A lone buck (photo: bigstockphoto.com)

CURWOOD: The passenger pigeon is gone, and with it, perhaps the resilience of trees that depended on the birds to transport their seeds. Humans also wiped out the wolf in much of America, and in the East where there are still no wolves, the population of their natural prey, the white-tailed deer, has exploded. Collisions between deer and cars result in at least 200 human deaths a year and many millions in damages. Writer Mark Seth Lender had his own potentially fatal encounter.

LENDER: Heading North on 95, I glance across the median and the southbound traffic on the other side, toward the woods. There is an opening there where the granite spreads like two gnarled fingers. The gap between holds a small pond sleeping now beneath new ice dusted with fresh snow, a flat white space. The trees rimming the pond, and the scrub that pokes up in bent and broken spokes are bare, and all around the brown-gray of early spring. Only the oaks still have their leaves, like old clothes held at the throat against the cold.



Four white-tailed deer in winter (photo: bigstockphoto.com)

On the rim, is a white-tailed deer. She steps out onto the ice, deliberate but unsure. Like a child learning to walk. She is heavy, and alone. Easily, she could go around. Instead she is risking her life and the life inside her. The ice is thin. If she falls, even if she does not go through and drown, she’ll break a bone. Yet this is the way she has chosen.

Driving on I keep thinking about her. How unsure she was - she understood the danger. Why didn’t she go around, skirting the shore? What was there behind her in the woods, real, imagined, both, that sent her on this desperate course? Or was it habitual and blind determination? Or only, an error in judgment.

Hard to know.

Some minutes later, on my way back, there she is by the road. Now I can see just how heavy she really is. She sticks out sideways like an oversized load. At first I thought she was here to graze. Deer may do that if they are desperate enough and this time of year that’s exactly what they are, desperate. But the grass at the shoulder is either not to her liking, or glazed over with ice. Or maybe there is too much road salt. Grazing animals usually like that but for some reason she does not. What she does like is on across 4 breakdown lanes and 4 lanes of cars and trucks and most of them doing eighty. And I can see, telegraphed by where she looks and the way she stands that she is going to go and that nothing is going to stop her.

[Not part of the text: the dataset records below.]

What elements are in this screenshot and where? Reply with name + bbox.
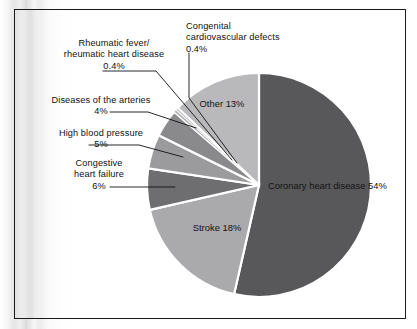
callout-chf-value: 6% bbox=[44, 181, 154, 192]
slice-stroke-value: 18% bbox=[222, 222, 241, 233]
callout-rheumatic-line1: Rheumatic fever/ bbox=[44, 38, 184, 49]
slice-label-coronary-heart-disease: Coronary heart disease 54% bbox=[268, 180, 372, 192]
callout-hbp-line1: High blood pressure bbox=[34, 128, 168, 139]
callout-chf-line2: heart failure bbox=[44, 169, 154, 180]
slice-other-name: Other bbox=[200, 98, 223, 109]
callout-rheumatic-value: 0.4% bbox=[44, 61, 184, 72]
callout-arteries-value: 4% bbox=[26, 106, 176, 117]
callout-hbp-value: 5% bbox=[34, 139, 168, 150]
callout-label-rheumatic: Rheumatic fever/ rheumatic heart disease… bbox=[44, 38, 184, 72]
callout-label-arteries: Diseases of the arteries 4% bbox=[26, 95, 176, 118]
slice-label-stroke: Stroke 18% bbox=[186, 222, 248, 234]
callout-congenital-value: 0.4% bbox=[186, 44, 316, 55]
callout-arteries-line1: Diseases of the arteries bbox=[26, 95, 176, 106]
slice-other-value: 13% bbox=[226, 98, 245, 109]
slice-coronary-value: 54% bbox=[368, 180, 387, 191]
callout-label-congestive-heart-failure: Congestive heart failure 6% bbox=[44, 158, 154, 192]
slice-coronary-line2: heart disease bbox=[309, 180, 365, 191]
callout-rheumatic-line2: rheumatic heart disease bbox=[44, 49, 184, 60]
slice-coronary-line1: Coronary bbox=[268, 180, 307, 191]
figure-page: Rheumatic fever/ rheumatic heart disease… bbox=[0, 0, 417, 329]
slice-stroke-name: Stroke bbox=[193, 222, 220, 233]
callout-congenital-line1: Congenital bbox=[186, 21, 316, 32]
callout-chf-line1: Congestive bbox=[44, 158, 154, 169]
slice-label-other: Other 13% bbox=[190, 98, 254, 110]
callout-congenital-line2: cardiovascular defects bbox=[186, 32, 316, 43]
callout-label-high-blood-pressure: High blood pressure 5% bbox=[34, 128, 168, 151]
callout-label-congenital: Congenital cardiovascular defects 0.4% bbox=[186, 21, 316, 55]
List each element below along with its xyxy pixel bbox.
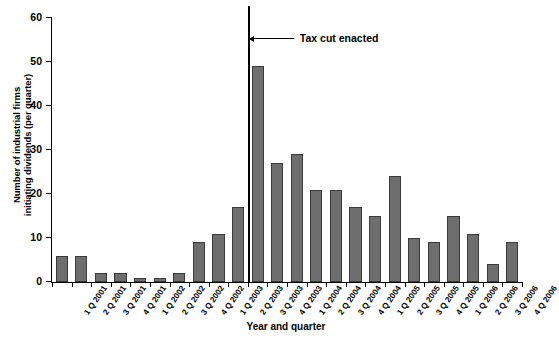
y-tick-10: 10: [46, 237, 52, 238]
tax-cut-event-line: [248, 6, 250, 282]
bar: [291, 154, 303, 282]
bar: [252, 66, 264, 282]
bar: [173, 273, 185, 282]
bar: [330, 190, 342, 282]
annotation-leader-line: [250, 38, 294, 39]
y-tick-20: 20: [46, 193, 52, 194]
y-tick-label-40: 40: [30, 99, 42, 111]
bar: [154, 278, 166, 282]
bar: [447, 216, 459, 282]
tax-cut-annotation: Tax cut enacted: [250, 32, 379, 44]
bars-layer: [52, 18, 522, 282]
y-tick-50: 50: [46, 61, 52, 62]
bar: [193, 242, 205, 282]
bar: [212, 234, 224, 282]
bar: [506, 242, 518, 282]
y-tick-30: 30: [46, 149, 52, 150]
y-tick-label-60: 60: [30, 11, 42, 23]
annotation-label: Tax cut enacted: [300, 32, 379, 44]
bar: [95, 273, 107, 282]
y-tick-label-20: 20: [30, 187, 42, 199]
y-tick-60: 60: [46, 17, 52, 18]
bar: [271, 163, 283, 282]
y-tick-label-10: 10: [30, 231, 42, 243]
bar: [56, 256, 68, 282]
x-axis-title: Year and quarter: [51, 321, 521, 332]
bar: [428, 242, 440, 282]
bar: [467, 234, 479, 282]
bar: [389, 176, 401, 282]
bar: [114, 273, 126, 282]
x-axis-tick-labels: 1 Q 20012 Q 20013 Q 20014 Q 20011 Q 2002…: [51, 284, 521, 324]
y-tick-label-0: 0: [36, 275, 42, 287]
x-tick: [522, 282, 523, 287]
y-tick-40: 40: [46, 105, 52, 106]
bar: [75, 256, 87, 282]
y-tick-label-50: 50: [30, 55, 42, 67]
bar: [487, 264, 499, 282]
bar: [349, 207, 361, 282]
annotation-arrow-icon: [249, 36, 254, 42]
bar: [134, 278, 146, 282]
plot-area: 0102030405060 Tax cut enacted: [51, 18, 522, 283]
bar: [369, 216, 381, 282]
bar: [310, 190, 322, 282]
bar: [408, 238, 420, 282]
y-tick-label-30: 30: [30, 143, 42, 155]
bar: [232, 207, 244, 282]
y-axis-title-line1: Number of industrial firms: [11, 87, 22, 203]
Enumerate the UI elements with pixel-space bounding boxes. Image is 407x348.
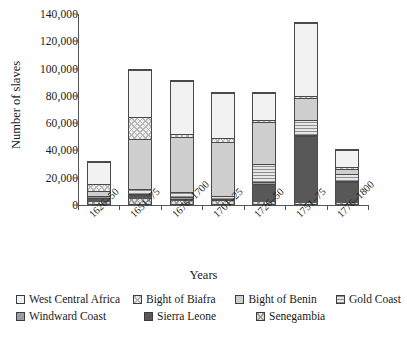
solid-mid-swatch bbox=[235, 295, 244, 304]
bar-segment bbox=[336, 174, 358, 181]
legend-item: Gold Coast bbox=[336, 293, 401, 305]
bar-segment bbox=[129, 70, 151, 117]
legend-item: West Central Africa bbox=[16, 293, 133, 305]
bar-1726–50 bbox=[252, 92, 276, 205]
legend-label: Sierra Leone bbox=[157, 310, 216, 322]
bar-segment bbox=[212, 93, 234, 139]
y-axis-tick-label: 0 bbox=[0, 199, 84, 211]
legend-label: Gold Coast bbox=[349, 293, 401, 305]
x-axis-tick-mark bbox=[161, 206, 162, 210]
plot-area bbox=[78, 14, 368, 205]
bar-1651–75 bbox=[128, 69, 152, 205]
x-axis-tick-mark bbox=[78, 206, 79, 210]
y-axis-tick-label: 120,000 bbox=[0, 35, 84, 47]
bar-segment bbox=[253, 122, 275, 165]
legend-item: Bight of Benin bbox=[235, 293, 336, 305]
x-axis-tick-mark bbox=[244, 206, 245, 210]
legend-label: Senegambia bbox=[269, 310, 325, 322]
y-axis-tick-label: 100,000 bbox=[0, 63, 84, 75]
x-axis-tick-mark bbox=[202, 206, 203, 210]
y-axis-tick-label: 20,000 bbox=[0, 172, 84, 184]
bar-group bbox=[78, 14, 368, 205]
bar-segment bbox=[212, 142, 234, 196]
legend-label: Bight of Benin bbox=[248, 293, 316, 305]
legend-row-2: Windward CoastSierra LeoneSenegambia bbox=[16, 310, 401, 322]
legend-label: West Central Africa bbox=[29, 293, 120, 305]
solid-dark-swatch bbox=[144, 312, 153, 321]
legend-item: Senegambia bbox=[256, 310, 325, 322]
bar-segment bbox=[295, 23, 317, 96]
legend-row-1: West Central AfricaBight of BiafraBight … bbox=[16, 293, 401, 305]
x-axis-tick-mark bbox=[327, 206, 328, 210]
bar-segment bbox=[88, 162, 110, 184]
x-axis-title: Years bbox=[0, 268, 407, 283]
legend-item: Windward Coast bbox=[16, 310, 144, 322]
solid-mid-dark-swatch bbox=[16, 312, 25, 321]
y-axis-tick-label: 40,000 bbox=[0, 144, 84, 156]
x-axis-tick-mark bbox=[368, 206, 369, 210]
y-axis-tick-label: 60,000 bbox=[0, 117, 84, 129]
y-axis-tick-label: 140,000 bbox=[0, 8, 84, 20]
bar-segment bbox=[129, 117, 151, 140]
bar-1701–25 bbox=[211, 92, 235, 205]
legend-item: Bight of Biafra bbox=[133, 293, 235, 305]
crosshatch-swatch bbox=[256, 312, 265, 321]
bar-segment bbox=[336, 150, 358, 167]
x-axis-tick-mark bbox=[119, 206, 120, 210]
y-axis-tick-label: 80,000 bbox=[0, 90, 84, 102]
bar-segment bbox=[171, 81, 193, 135]
diagonal-hatch-swatch bbox=[133, 295, 142, 304]
legend-label: Bight of Biafra bbox=[146, 293, 216, 305]
bar-segment bbox=[171, 137, 193, 192]
bar-segment bbox=[295, 120, 317, 134]
bar-1676–1700 bbox=[170, 80, 194, 206]
legend-item: Sierra Leone bbox=[144, 310, 256, 322]
horizontal-lines-swatch bbox=[336, 295, 345, 304]
legend-label: Windward Coast bbox=[29, 310, 106, 322]
light-plain-swatch bbox=[16, 295, 25, 304]
bar-1751–75 bbox=[294, 22, 318, 205]
bar-segment bbox=[253, 164, 275, 181]
bar-segment bbox=[129, 139, 151, 189]
x-axis-tick-mark bbox=[285, 206, 286, 210]
chart-legend: West Central AfricaBight of BiafraBight … bbox=[16, 293, 401, 327]
bar-segment bbox=[295, 98, 317, 120]
chart-figure: Number of slaves 020,00040,00060,00080,0… bbox=[0, 0, 407, 348]
bar-segment bbox=[253, 93, 275, 120]
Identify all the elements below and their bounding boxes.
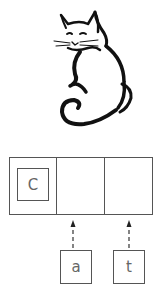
letter-a: a	[71, 258, 80, 276]
letter-tile-a: a	[60, 250, 92, 284]
letter-t: t	[126, 258, 132, 276]
letter-tile-t: t	[113, 250, 145, 284]
arrow-up-icon	[127, 220, 132, 227]
arrow-up-icon	[71, 220, 76, 227]
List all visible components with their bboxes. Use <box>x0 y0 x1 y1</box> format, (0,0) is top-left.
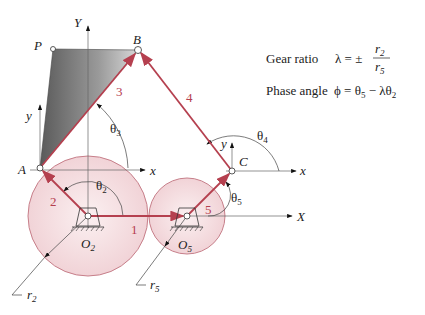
label-Y: Y <box>74 15 83 30</box>
label-C: C <box>239 154 248 169</box>
label-link-3: 3 <box>116 84 123 99</box>
label-local-x-C: x <box>299 163 306 178</box>
label-local-y-C: y <box>219 136 227 151</box>
label-r5: r5 <box>150 277 160 294</box>
label-B: B <box>133 32 141 47</box>
label-theta4: θ4 <box>257 128 268 145</box>
label-link-1: 1 <box>131 222 138 237</box>
joint-C <box>229 168 235 174</box>
label-theta5: θ5 <box>231 190 242 207</box>
label-X: X <box>296 209 306 224</box>
joint-B <box>135 47 142 54</box>
label-theta3: θ3 <box>110 121 121 138</box>
label-P: P <box>33 38 42 53</box>
label-local-y-A: y <box>24 108 32 123</box>
link-4 <box>141 53 232 171</box>
gear-ratio-equation: Gear ratio λ = ± r2 r5 <box>266 41 390 76</box>
phase-angle-label: Phase angle <box>266 83 328 98</box>
gear-ratio-denominator: r5 <box>375 59 385 76</box>
label-r2: r2 <box>27 287 37 304</box>
phase-angle-expression: ϕ = θ5 − λθ2 <box>334 83 396 100</box>
label-link-2: 2 <box>50 194 57 209</box>
label-link-4: 4 <box>186 90 193 105</box>
label-local-x-A: x <box>149 163 156 178</box>
point-P <box>51 47 56 52</box>
gear-ratio-numerator: r2 <box>375 41 385 58</box>
label-A: A <box>17 162 26 177</box>
geared-fivebar-diagram: Y X P B A C y x y x O2 O5 1 2 3 4 5 θ2 θ… <box>0 0 425 315</box>
gear-ratio-label: Gear ratio <box>266 51 318 66</box>
label-link-5: 5 <box>205 202 212 217</box>
gear-ratio-lhs: λ = ± <box>335 51 362 66</box>
joint-A <box>37 165 43 171</box>
phase-angle-equation: Phase angle ϕ = θ5 − λθ2 <box>266 83 396 100</box>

And just like her without thinking, I flip on my lights and lean on the horn and head straight towards her and she bolts - I think towards the woods - and a semi tucks in behind me and I cannot see her.



A lone buck (photo: bigstockphoto.com)

The following morning, southbound on the highway coming home, I see at the same place where the deer crossed the ice another set of her tracks heading back the way she came. And only then it occurs to me, what if at the shoulder she’d run the wrong way? Another day she may do just that. But for yesterday and for now -

She Lives. I Live. We live.

CURWOOD: That's writer Mark Seth Lender.

Related link:
Nature Photo Tours

Back to top

[MUSIC: Caleb Quaye And The Faculty “As The Deer” from One Night In San Dimas (Potters Wheel Records 2008)]

CURWOOD: Living on Earth is produced by the World Media Foundation. Naomi Arenberg, Clairissa Baker, Bobby Bascomb, Emmett Fitzgerald, Helen Palmer, Catalina Pire-Schmidt, Adelaide Chen, James Curwood, and Jennifer Marquis all help to make our show. And today we bid a fond farewell to Gabriela Romanow, who helped to keep us in touch with you, our listeners. And special thanks to the studio of Portland, Maine. Jeff Turton is our technical director. Alison Lirish Dean composed our themes. You can find us anytime at LOE.org, and like us on our Facebook page - it’s PRI’s Living on Earth. And we tweet from @LivingOnEarth. I'm Steve Curwood. Thanks for listening.

ANNOUNCER 1: Funding for Living on Earth comes from the Grantham Foundation for the protection of the environment. Supporting strategic communications and collaboration in solving the world’s most pressing environmental problems. The Kendeda Fund, furthering the values that contribute to a healthy planet, and Gilman Ordway for coverage of conservation and environmental change. Living on Earth is also supported by a friend of Red Tomato, supplier of righteous fruits and vegetables from northeast family farms. www.redtomato.org. This is PRI, Public Radio International.

ANNOUNCER 2: PRI, Public Radio International.